Here’s the practical reality: if you’re running a high-throughput lab with cold chain transport, stable storage conditions, and same-day processing, saline is a perfectly defensible choice. The data backs you up .
But if you’re shipping samples across continents? If you’re storing them for weeks? If you need the option to culture later? If you want zero ambiguity about sample integrity?
You want proper VTM.
And this is where Huachenyang enters the conversation.
Our viral transport media isn’t expensive because we like charging more. It’s expensive because it contains what saline doesn’t:
The studies proving saline works were conducted under ideal conditions: known positive samples, immediate processing, controlled environments . Real-world testing involves couriers leaving samples in hot trucks, variable collection quality, and delays.
Huachenyang VTM is insurance.

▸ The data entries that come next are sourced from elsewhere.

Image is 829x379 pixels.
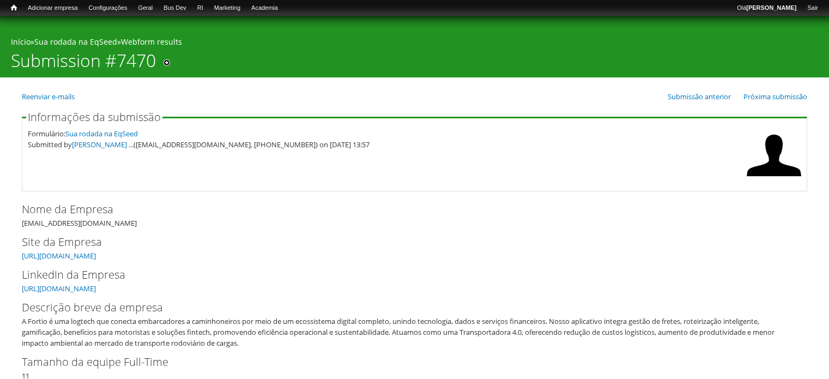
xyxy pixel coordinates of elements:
[209,3,246,14] a: Marketing
[668,92,731,101] a: Submissão anterior
[746,4,797,11] strong: [PERSON_NAME]
[158,3,192,14] a: Bus Dev
[26,112,162,123] legend: Informações da submissão
[28,128,742,139] div: Formulário:
[83,3,133,14] a: Configurações
[28,139,742,150] div: Submitted by ([EMAIL_ADDRESS][DOMAIN_NAME], [PHONE_NUMBER]) on [DATE] 13:57
[22,354,790,370] label: Tamanho da equipe Full-Time
[65,129,138,139] a: Sua rodada na EqSeed
[22,284,96,293] a: [URL][DOMAIN_NAME]
[22,201,808,228] div: [EMAIL_ADDRESS][DOMAIN_NAME]
[747,128,802,183] img: Foto de Thiago Moreira dos Santos
[22,201,790,218] label: Nome da Empresa
[22,234,790,250] label: Site da Empresa
[747,175,802,185] a: Ver perfil do usuário.
[22,267,790,283] label: LinkedIn da Empresa
[744,92,808,101] a: Próxima submissão
[11,37,31,47] a: Início
[22,251,96,261] a: [URL][DOMAIN_NAME]
[133,3,158,14] a: Geral
[22,316,800,348] div: A Fortio é uma logtech que conecta embarcadores a caminhoneiros por meio de um ecossistema digita...
[22,3,83,14] a: Adicionar empresa
[22,92,75,101] a: Reenviar e-mails
[802,3,824,14] a: Sair
[192,3,209,14] a: RI
[121,37,182,47] a: Webform results
[22,299,790,316] label: Descrição breve da empresa
[5,3,22,13] a: Início
[732,3,802,14] a: Olá[PERSON_NAME]
[34,37,117,47] a: Sua rodada na EqSeed
[11,37,818,50] div: » »
[246,3,284,14] a: Academia
[11,50,156,77] h1: Submission #7470
[72,140,134,149] a: [PERSON_NAME] ...
[11,4,17,11] span: Início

It’s the difference between “probably fine” and “definitely accurate.”
Here’s what we tell our clients:
Were we “held hostage” by expensive VTM during the pandemic? Not exactly. But we were certainly victims of default thinking—the assumption that “gold standard” means “only standard.”
The research is clear: sterile saline works for PCR detection of SARS-CoV-2. The sensitivity is there. The stability holds. At 4°C, at room temperature, even at 37°C .
But “works” isn’t the same as “optimal.” And when you’re dealing with infectious diseases, patient results, and public health decisions, optimal matters.
Huachenyang VTM exists for the moments when “good enough” isn’t good enough. When you need certainty. When you need flexibility. When you need to know, without doubt, that the sample arriving at your lab represents the patient who gave it.
Saline is a tool. VTM is a system. Choose based on what you’re building.
Want to talk through your specific workflow? Our lab scientists actually answer the phone. Contact Huachenyang for a consultation—no sales pitch, just straight talk about what your samples actually need.